All of this looks great and I'll give it a try as soon as I get some spare time, but there are a couple of things I didn't understand.
1) Is this cross platform or are you still going to have separate code bases for the UIs of iOS and Android? Looking at the code in the demo there are components like View, Text and Image. As basic as they are, are they the same on iOS and Android (same behaviour, same arguments)? It was pretty clear from the first minutes of the video that View is build on top of the native view of iOS (he showed the objC code). Is that React code building for Android?
2) I guess that one must still be proficient in iOS and Android, unless they make the monumental job of rewriting all the iOS and Android documentation for the React components they implemented. I expect to have to reference the native docs to understand the meaning of the arguments and do the job of mapping React to native. That has always been a pain point in many UI abstraction layers.
View, Text and Image should be cross-platform, and might even be targeted for web at some point. And more components could be. But they emphasised that you should be able to _choose_ how much code you want to re-use cross-platform, and that you should always put energy in targeting and perfecting for specific platforms
About 1) They specified yesterday the goal is not "write once, run everywhere" but "learn once, write everywhere". They are also working on the Android version. Of course I guess a cross platform framework built on top of that would be possible.
1) Is this cross platform or are you still going to have separate code bases for the UIs of iOS and Android? Looking at the code in the demo there are components like View, Text and Image. As basic as they are, are they the same on iOS and Android (same behaviour, same arguments)? It was pretty clear from the first minutes of the video that View is build on top of the native view of iOS (he showed the objC code). Is that React code building for Android?
2) I guess that one must still be proficient in iOS and Android, unless they make the monumental job of rewriting all the iOS and Android documentation for the React components they implemented. I expect to have to reference the native docs to understand the meaning of the arguments and do the job of mapping React to native. That has always been a pain point in many UI abstraction layers.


What the task requires - Each entry below should be written out exactly as it is, with no pictures.

■ ■ ■ ■ ■

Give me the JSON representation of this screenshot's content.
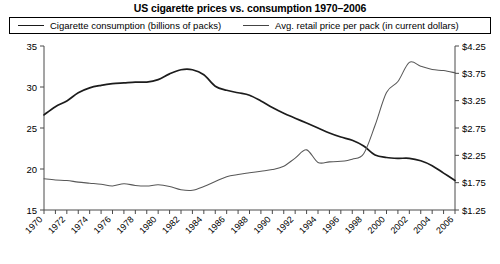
{
  "chart_data": {
    "type": "line",
    "title": "US cigarette prices vs. consumption 1970–2006",
    "xlabel": "",
    "ylabel": "",
    "grid": false,
    "legend_position": "top",
    "x": [
      1970,
      1971,
      1972,
      1973,
      1974,
      1975,
      1976,
      1977,
      1978,
      1979,
      1980,
      1981,
      1982,
      1983,
      1984,
      1985,
      1986,
      1987,
      1988,
      1989,
      1990,
      1991,
      1992,
      1993,
      1994,
      1995,
      1996,
      1997,
      1998,
      1999,
      2000,
      2001,
      2002,
      2003,
      2004,
      2005,
      2006
    ],
    "xtick_labels": [
      "1970",
      "1972",
      "1974",
      "1976",
      "1978",
      "1980",
      "1982",
      "1984",
      "1986",
      "1988",
      "1990",
      "1992",
      "1994",
      "1996",
      "1998",
      "2000",
      "2002",
      "2004",
      "2006"
    ],
    "left_axis": {
      "label": "Cigarette consumption (billions of packs)",
      "ticks": [
        "35",
        "30",
        "25",
        "20",
        "15"
      ],
      "ylim": [
        15,
        35
      ]
    },
    "right_axis": {
      "label": "Avg. retail price per pack (in current dollars)",
      "ticks": [
        "$4.25",
        "$3.75",
        "$3.25",
        "$2.75",
        "$2.25",
        "$1.75",
        "$1.25"
      ],
      "ylim": [
        1.25,
        4.25
      ]
    },
    "series": [
      {
        "name": "Cigarette consumption (billions of packs)",
        "axis": "left",
        "color": "#1c1c1c",
        "values": [
          26.6,
          27.6,
          28.3,
          29.3,
          29.9,
          30.2,
          30.4,
          30.5,
          30.6,
          30.6,
          30.9,
          31.6,
          32.1,
          32.1,
          31.5,
          30.1,
          29.6,
          29.3,
          29.0,
          28.3,
          27.5,
          26.8,
          26.2,
          25.6,
          25.0,
          24.4,
          23.9,
          23.5,
          22.8,
          21.7,
          21.4,
          21.3,
          21.3,
          21.0,
          20.4,
          19.5,
          18.6
        ]
      },
      {
        "name": "Avg. retail price per pack (in current dollars)",
        "axis": "right",
        "color": "#585858",
        "values": [
          1.82,
          1.8,
          1.79,
          1.76,
          1.74,
          1.72,
          1.69,
          1.73,
          1.7,
          1.69,
          1.71,
          1.68,
          1.62,
          1.61,
          1.68,
          1.77,
          1.86,
          1.9,
          1.93,
          1.96,
          1.99,
          2.05,
          2.2,
          2.35,
          2.12,
          2.13,
          2.14,
          2.18,
          2.28,
          2.8,
          3.4,
          3.6,
          3.95,
          3.88,
          3.82,
          3.8,
          3.76
        ]
      }
    ]
  }
}
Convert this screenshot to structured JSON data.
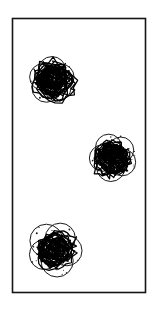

■ ■ ■ ■ ■

Written solution -
Give me the JSON representation of this screenshot's content.
{
  "chart_data": {
    "type": "line",
    "title": "US cigarette prices vs. consumption 1970–2006",
    "xlabel": "",
    "ylabel": "",
    "grid": false,
    "legend_position": "top",
    "x": [
      1970,
      1971,
      1972,
      1973,
      1974,
      1975,
      1976,
      1977,
      1978,
      1979,
      1980,
      1981,
      1982,
      1983,
      1984,
      1985,
      1986,
      1987,
      1988,
      1989,
      1990,
      1991,
      1992,
      1993,
      1994,
      1995,
      1996,
      1997,
      1998,
      1999,
      2000,
      2001,
      2002,
      2003,
      2004,
      2005,
      2006
    ],
    "xtick_labels": [
      "1970",
      "1972",
      "1974",
      "1976",
      "1978",
      "1980",
      "1982",
      "1984",
      "1986",
      "1988",
      "1990",
      "1992",
      "1994",
      "1996",
      "1998",
      "2000",
      "2002",
      "2004",
      "2006"
    ],
    "left_axis": {
      "label": "Cigarette consumption (billions of packs)",
      "ticks": [
        "35",
        "30",
        "25",
        "20",
        "15"
      ],
      "ylim": [
        15,
        35
      ]
    },
    "right_axis": {
      "label": "Avg. retail price per pack (in current dollars)",
      "ticks": [
        "$4.25",
        "$3.75",
        "$3.25",
        "$2.75",
        "$2.25",
        "$1.75",
        "$1.25"
      ],
      "ylim": [
        1.25,
        4.25
      ]
    },
    "series": [
      {
        "name": "Cigarette consumption (billions of packs)",
        "axis": "left",
        "color": "#1c1c1c",
        "values": [
          26.6,
          27.6,
          28.3,
          29.3,
          29.9,
          30.2,
          30.4,
          30.5,
          30.6,
          30.6,
          30.9,
          31.6,
          32.1,
          32.1,
          31.5,
          30.1,
          29.6,
          29.3,
          29.0,
          28.3,
          27.5,
          26.8,
          26.2,
          25.6,
          25.0,
          24.4,
          23.9,
          23.5,
          22.8,
          21.7,
          21.4,
          21.3,
          21.3,
          21.0,
          20.4,
          19.5,
          18.6
        ]
      },
      {
        "name": "Avg. retail price per pack (in current dollars)",
        "axis": "right",
        "color": "#585858",
        "values": [
          1.82,
          1.8,
          1.79,
          1.76,
          1.74,
          1.72,
          1.69,
          1.73,
          1.7,
          1.69,
          1.71,
          1.68,
          1.62,
          1.61,
          1.68,
          1.77,
          1.86,
          1.9,
          1.93,
          1.96,
          1.99,
          2.05,
          2.2,
          2.35,
          2.12,
          2.13,
          2.14,
          2.18,
          2.28,
          2.8,
          3.4,
          3.6,
          3.95,
          3.88,
          3.82,
          3.8,
          3.76
        ]
      }
    ]
  }
}
Convert this screenshot to structured JSON data.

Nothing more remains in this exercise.